Why Blaming Your Partner Won’t Help
In couples therapy, I ask clients to move back and forth between wanting to change their partner, and wanting to change themselves. It’s so easy and so natural to see everything your partner is lacking and to feel like the problems in the relationship are their fault. If he could just stop closing me out, I’d be happy, one person says, or I just need her to quit yelling and we’ll be fine.
Of course it’s good to identify and ask for what you need. But that’s only one side of the equation—and it’s not even the helpful side. The more useful step is to look to yourself to see what you can fix. If you can change either:
- The faults that you bring into the relationship or
- Your reaction to your partner’s faults, that’s where you have a recipe for real growth, and a chance to be happier in your partnership.
It’s not one person who causes problems in a relationship
That’s the truth. (Well, okay, occasionally there’s one terrible partner, but that label is reserved for abusers.) The problem is more usually the dynamic between two people, what expert Susan Johnson calls “the dance” in her wonderful books. The very word conjures up the image of two people moving back and forth, leading and following, influencing and supporting each other. There is no individual in a pas de deux.
It sounds counterintuitive—if I change me, I’ll like him better. But it’s also a source of power. Sitting around struggling to “fix” someone else rarely works. It’s frustrating, often makes you feel as if you’re not being heard or understood, and causes your partner to feel criticized. If instead, you put energy into understanding why you dislike what you dislike about him or her, and what you do that aggravates the dynamic, you have a much stronger chance of making a difference.
Let’s look at both steps of this process
It’s important to recognize what YOU do to create conflict
Sometimes one partner looks much more blameworthy. Maybe she cheated, or he rages. Even in those cases, maybe especially in those cases, I turn the spotlight equally onto the other partner, the one who often looks more passive. Passivity goes under the radar because it’s quiet and calm, but that doesn’t mean it isn’t powerful and damaging. Some common ways of being passive include shutting down and refusing to engage, refusing intimacy, closing your partner out emotionally, acting martyred or relying too much on others outside the relationship. Any of these rebellious acts push the other to act louder, and angrier, or to shut down in response.
What do you do to contribute to the issues in your relationship?
In my point of view, they often relate to what you learned in childhood, either about how marriages work or how you “should” communicate with others (by trying to be perfect, by pleasing others to your own detriment, by bullying, etc.). In individual or couples therapy, you can explore how your past affects your present and offer this as a gift to your current relationship, and your general happiness.
The second piece lies in understanding how you get triggered by your partner’s ways of communicating, and how you can change how you respond. Sometimes just taking a “time out” and getting calm before discussing things can cause a huge improvement, by reducing drama. John Gottman has studied in depth how our nervous system becomes immediately aroused when we feel attacked or angered, and how this catapults the angry partner into a fear response. As soon as we get mad, our pulse quickens, the blood rushes away from the brain, and we’re no longer engaged and listening. It’s better at that point to step away and calm down before resuming the discussion.
It takes deeper exploration to understand what infuriates you so much
Perhaps when she gets whiny, it reminds you of your mother’s demands for your attention. Or when he spends too much money on a night out it makes you feel like your needs and interests don’t matter. After you figure out what exactly you’re responding to, you can take steps to recognize that you might be overreacting, or forgetting to ask for what you really want—usually respect, or love. Then you can stop the dynamic in its tracks and turn the conversation back to a productive one.
While knowing what you want from your partner is important, looking to yourself as the key architect of change for your relationship will make you happier and more satisfied in the long run. Whether it’s on your own or with the help of a therapist, looking within is a key way to feel more powerful.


Reproduce the entries that follow verbatim, down to the final line.

Top of RECORDS TO USE

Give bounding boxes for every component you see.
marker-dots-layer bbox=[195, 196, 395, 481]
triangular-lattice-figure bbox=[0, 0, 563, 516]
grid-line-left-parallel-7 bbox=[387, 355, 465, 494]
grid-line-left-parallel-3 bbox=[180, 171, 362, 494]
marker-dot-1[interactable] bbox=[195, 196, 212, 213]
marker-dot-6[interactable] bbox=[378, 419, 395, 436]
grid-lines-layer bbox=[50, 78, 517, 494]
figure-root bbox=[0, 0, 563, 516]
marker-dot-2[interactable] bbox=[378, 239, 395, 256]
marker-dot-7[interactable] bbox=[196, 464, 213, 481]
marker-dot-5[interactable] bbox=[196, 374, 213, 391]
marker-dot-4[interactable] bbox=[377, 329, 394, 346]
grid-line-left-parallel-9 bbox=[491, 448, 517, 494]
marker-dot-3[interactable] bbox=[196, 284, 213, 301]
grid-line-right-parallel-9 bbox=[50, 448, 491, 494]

Bottom of RECORDS TO USE

## WRITTEN RESPONSE
Give bounding boxes for every component you see.
marker-dots-layer bbox=[195, 196, 395, 481]
triangular-lattice-figure bbox=[0, 0, 563, 516]
grid-line-left-parallel-7 bbox=[387, 355, 465, 494]
grid-line-left-parallel-3 bbox=[180, 171, 362, 494]
marker-dot-1[interactable] bbox=[195, 196, 212, 213]
marker-dot-6[interactable] bbox=[378, 419, 395, 436]
grid-lines-layer bbox=[50, 78, 517, 494]
figure-root bbox=[0, 0, 563, 516]
marker-dot-2[interactable] bbox=[378, 239, 395, 256]
marker-dot-7[interactable] bbox=[196, 464, 213, 481]
marker-dot-5[interactable] bbox=[196, 374, 213, 391]
marker-dot-4[interactable] bbox=[377, 329, 394, 346]
grid-line-left-parallel-9 bbox=[491, 448, 517, 494]
marker-dot-3[interactable] bbox=[196, 284, 213, 301]
grid-line-right-parallel-9 bbox=[50, 448, 491, 494]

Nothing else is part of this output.